FileShot vs Dropbox: Privacy-First File Sharing
— Written by Brendan, Founder of FileShot.io
Quick Comparison
| Feature | Dropbox | FileShot |
|---|---|---|
| Free Storage | 2 GB | 50 GB (10 GB per file) |
| Free File Size Limit | 2 GB (web), 50 GB (desktop) | 10 GB |
| Zero-Knowledge Encryption | No | Yes (all users) |
| End-to-End Encryption | No (server-side keys) | AES-256-GCM client-side |
| Password Protection (Free) | No (Pro only) | Yes |
| Auto-Expiration | No (files persist indefinitely) | 1 day to unlimited |
| Built-in Tools | Basic editing, Paper | PDF editor, converter, compressor, metadata scrubber, virus scanner, and more |
| P2P Transfer | No | Yes (WebRTC) |
| Encrypted Chat | No | Yes |
| Cheapest Paid Plan | $11.99/mo (Plus) | $2/mo (Lite) |
Why FileShot Over Dropbox?
Dropbox pioneered cloud file sync and has been a fixture since 2007. It's excellent at what it does: keeping files synchronized across your devices with a polished desktop and mobile experience. But Dropbox is fundamentally a cloud storage platform, not a privacy tool. Your files sit on Dropbox's servers encrypted with keys Dropbox controls. They can scan your files, respond to legal requests, and access your content whenever they need to.
FileShot is built on zero-knowledge architecture. Files are encrypted in your browser with AES-256-GCM before upload. The decryption key exists only in the URL fragment — the server never sees it. Even FileShot cannot access your files. This isn't a policy promise; it's a mathematical guarantee.
Storage and Pricing
Dropbox's free tier offers just 2 GB of storage — barely enough for a few documents. Their Plus plan starts at $11.99/month for 2 TB. FileShot's free tier offers generous limits (10 GB per file free, unlimited storage on paid plans)s. FileShot Lite is $2/month (ad-free with unlimited expiry), Pro is $5/month (100 GB per file, inbox, verified sender badge), and Creator is $12/month (no limits, API access, white-label, analytics).
Privacy Model
Dropbox uses server-side encryption with keys they control. They've faced scrutiny over employee access to user files and have complied with law enforcement requests. Dropbox also scans file hashes to detect sharing of known content. FileShot's zero-knowledge model means the server stores only encrypted blobs. No employee, no government agency, and no attacker who compromises the server can read your files without the key that only you possess.

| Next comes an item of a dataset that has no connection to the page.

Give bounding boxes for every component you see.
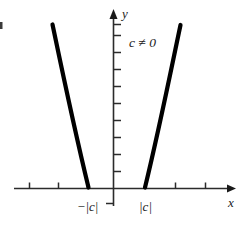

Different Tools for Different Jobs
Dropbox excels at file sync, collaboration, and long-term storage. If you need to keep files on multiple devices in sync with version history and team collaboration, Dropbox is purpose-built for that. FileShot excels at secure, temporary file sharing with privacy guarantees. If you need to send files to someone without the service provider being able to read them, with automatic expiration and deletion, FileShot is the right tool.
For secure, private file sharing with zero-knowledge encryption, try FileShot free or explore our plans.